Around the table, angry, bewildered, or sorrowing eyes went blank and stared at Sarah.

“Lottie, you
are
mad. You're furious! You're surrounded by teachers and parents and rules, and they're driving you crazy.
Swear all you want to, I don't give a damn. Just be glad you live in a time when you can do anything you want.”

Sarah circled the table. Heads and eyes turned to follow her. She could read these people. They were verses long ago learned by heart, which now came to her whole. Certainty coursed through her like clear, cold water.

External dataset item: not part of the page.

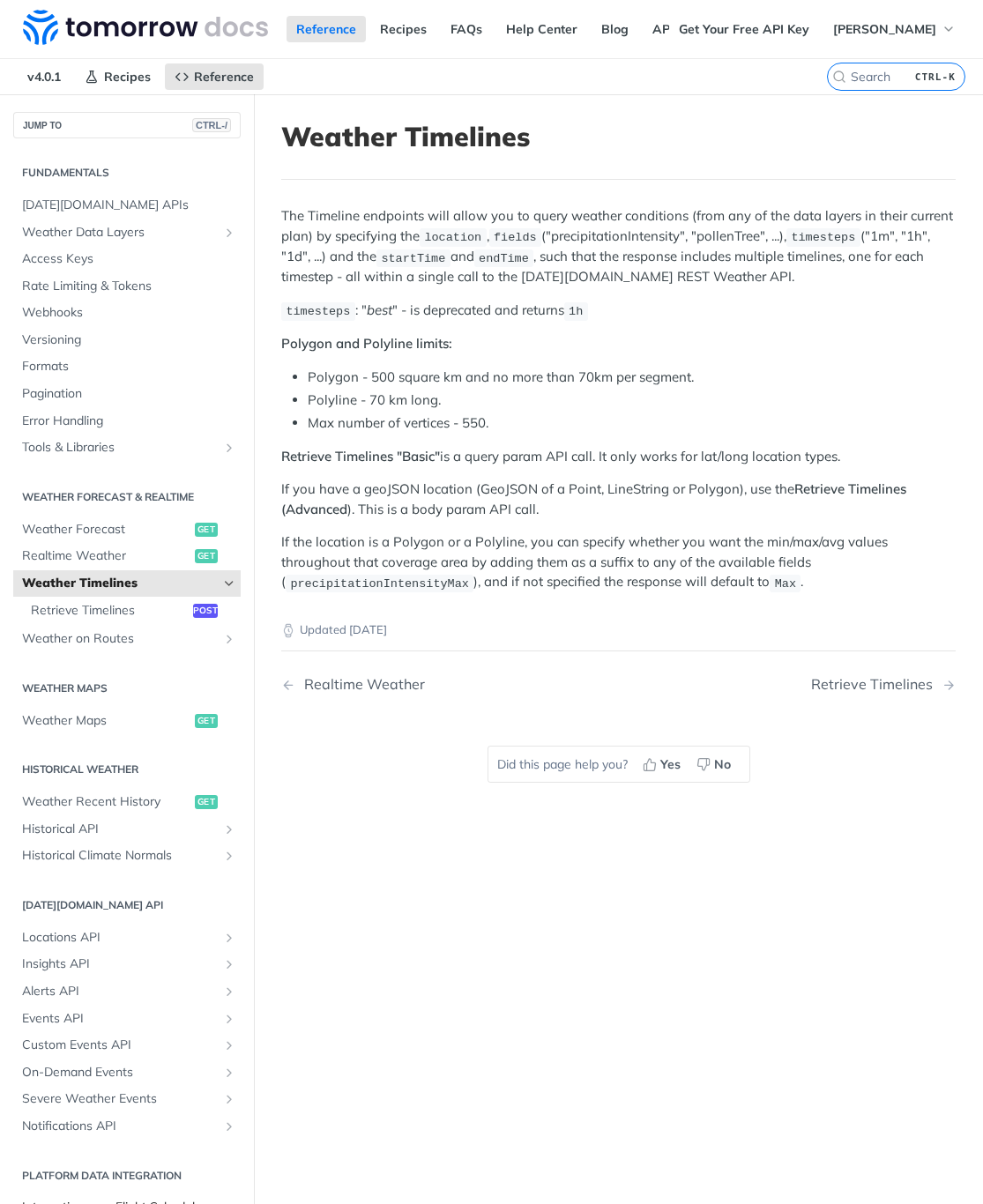 This screenshot has height=1204, width=983. I want to click on a: Alerts APIShow subpages for Alerts API, so click(127, 992).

“Charlotte,” she said, “relax. Take the long view. I gave you too much room, I didn't know how to reach you, so I quit trying. I did that, not you.” She stood still a moment, facing her daughter. “But now you're doing just the opposite with Lottie; you're hovering, you're trying to control her. Ease up, she might surprise you. Tom, quit protecting Charlotte from herself, it's condescending. Luke, don't be a smartass, it only makes things worse and you do it on purpose. And David . . . David . . .” Here Sarah broke into fresh merriment. “How did such a sweet little boy turn into
such
a pain in the ass? All that sulking and acting out and oh-my-
God
the superiority. And now look at you. Finally. See, Charlotte? All you can do is trust.”

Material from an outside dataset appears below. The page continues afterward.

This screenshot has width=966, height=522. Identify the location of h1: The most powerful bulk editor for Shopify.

With this last, she winked at Hannah, who sat bug-eyed on Lottie's lap, her small chin thrust forward, her lips parted.

Sarah dropped back into her chair and surveyed them all. “I should talk. Sometimes I was a
horrible
mother”—here she looked directly at Charlotte—“but we can't any of us afford to get stuck in regret. There's no time for that.” Sarah pushed herself up and started clearing away the last of the dessert dishes. “Let's move on.”

Chapter 16

L
OTTIE MOVED IN WITH
Sarah on Saturday. She'd pleaded with Tom, who had approached Charlotte while she was still dazed by Sarah's rant at dinner. Charlotte readily agreed. “Give it a try. Nana's only two miles away. But I want you home for dinner at least once a week. You can't pretend we don't exist.”